In full disclosure, even now, sometimes I still snorkel at the top over the behavior. We all do. Remember, progress over perfection. There is no perfect parenting. But even when I catch myself snorkeling, I can adjust, put on the scuba gear, and scuba dive down to the feelings and needs. My motivation is that my son will feel connection. I just see now at 17 how secure he feels about himself and the world and our relationship and his confidence and his place in the world. I can see that he feels secure in a way, at his age, that I never felt when I was 17.
Now, here’s what we know today. Kids who are parented with secure attachment, i.e. connection, grow up to have less extreme reactions to distress both as children, teens, and adults. Kids who are parented with connection grow up to have better coping skills for life. Kids who grow up with connection have better problem solving skills.

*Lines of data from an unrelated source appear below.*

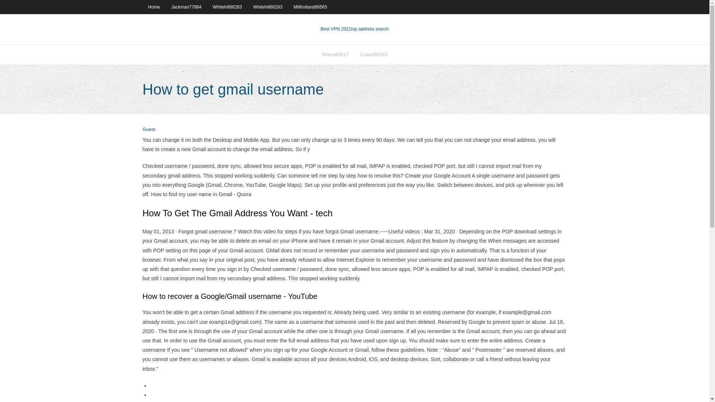  I want to click on Guest, so click(149, 130).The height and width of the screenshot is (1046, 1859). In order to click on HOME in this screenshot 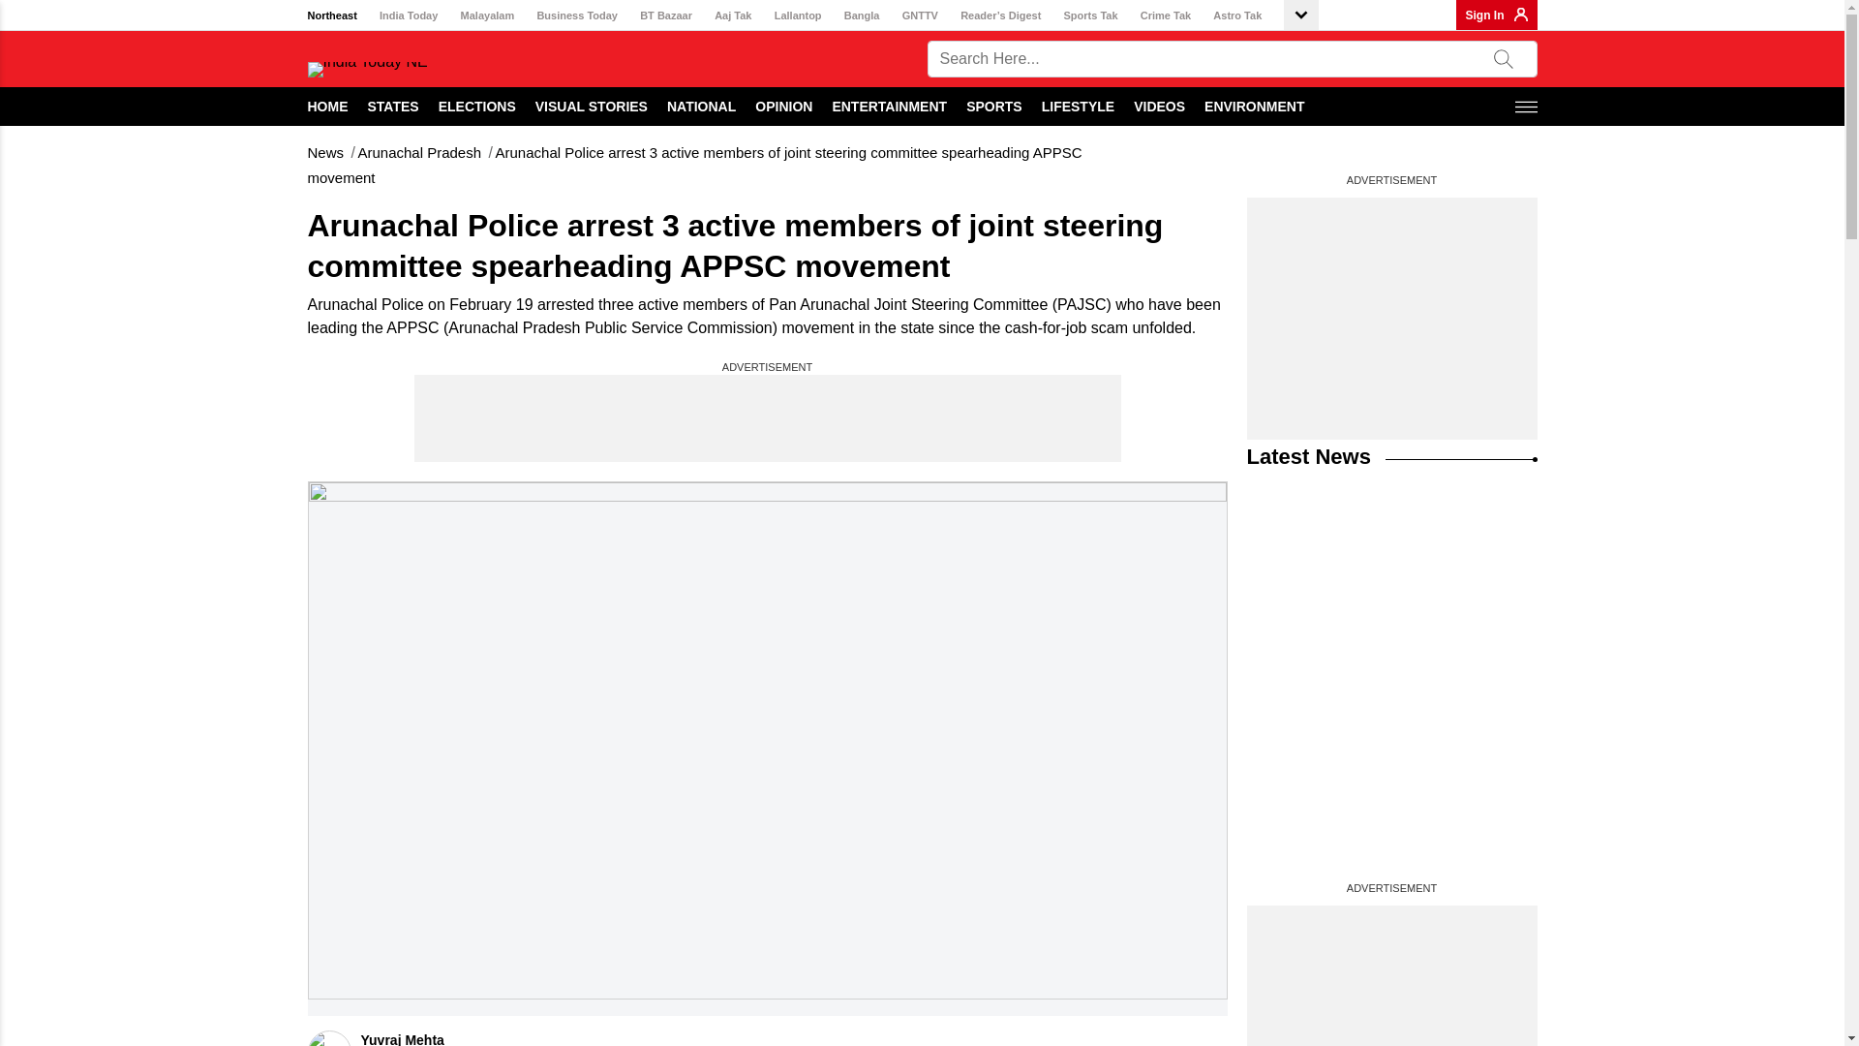, I will do `click(328, 106)`.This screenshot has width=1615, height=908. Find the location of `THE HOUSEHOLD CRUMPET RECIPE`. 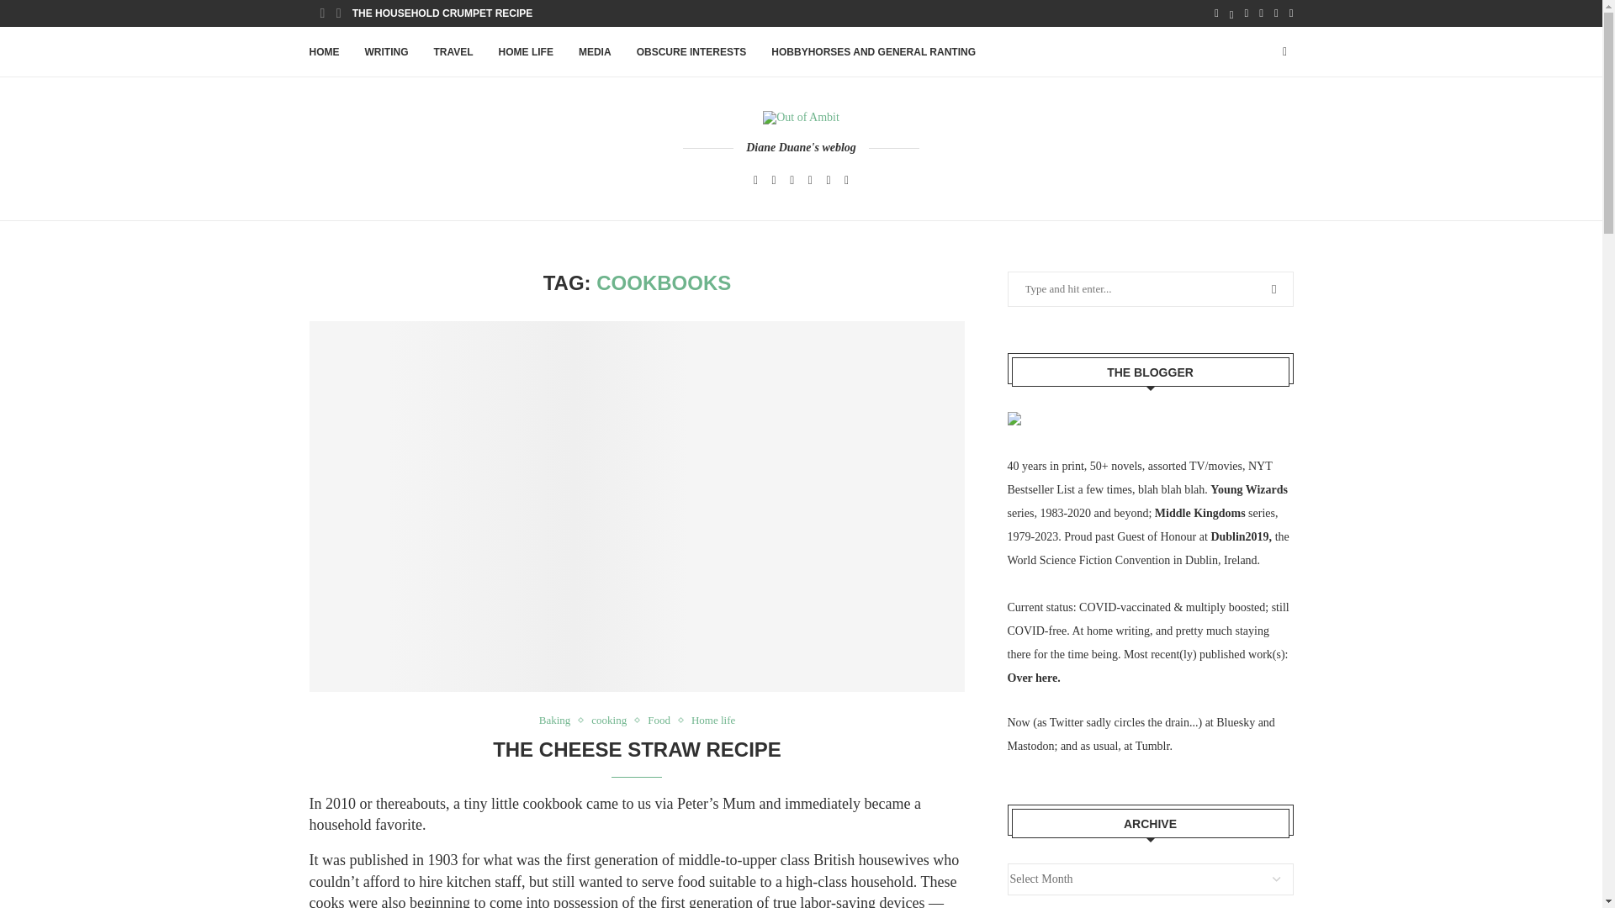

THE HOUSEHOLD CRUMPET RECIPE is located at coordinates (442, 13).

Kids who grow up with connection are better at forming family, peer, and romantic relationships. And my favorite, kids who grow up with connection think more of themselves and have higher self-esteem.
Ah, sounds amazing, right? I want that for my son, and I want that for your kids too. Each and every one of your kids. It’s possible. We can do this. You can do this. I don’t care how old your kids are. I don’t care if you’ve been snorkeling at the top for years. Doesn’t matter. You can create connection right now with your kids at any age. I know you can. I absolutely know you can do this.
So what I want you to do in 2022, the year of becoming a better parent, is put on your scuba gear, get all kitted up, put on all the equipment. The mask, the fins, the mouthpiece, the tank, put it all on. It’s going to be awkward and uncomfortable, yes. But put it on and begin to scuba dive down to the feelings and needs to create that connection. So that your kids can have less extreme reactions to distress, have better coping skills, have better problem solving skills, be better at forming relationships, and think more of themselves.
Ah, so good, right? I know. I know. You’ve got this. I know it. Join me in the worldwide community of scuba diving down to the feelings and needs. Ah, so good. All right. Until we meet again, I’m wishing you peaceful parenting.
Thank you so much for listening today. I want to personally invite you to head over to thepeacefulparent.com/welcome and sign up for my free peaceful parenting minicourse. You’ll find everything you need to get started on the path to peaceful parenting just waiting for you over there at www.thepeacefulparent.com/welcome. I can’t wait for you to get started.
Thanks for listening to Real World Peaceful Parenting. If you want more info on how you can transform your parenting, visit thepeacefulparent.com. See you soon.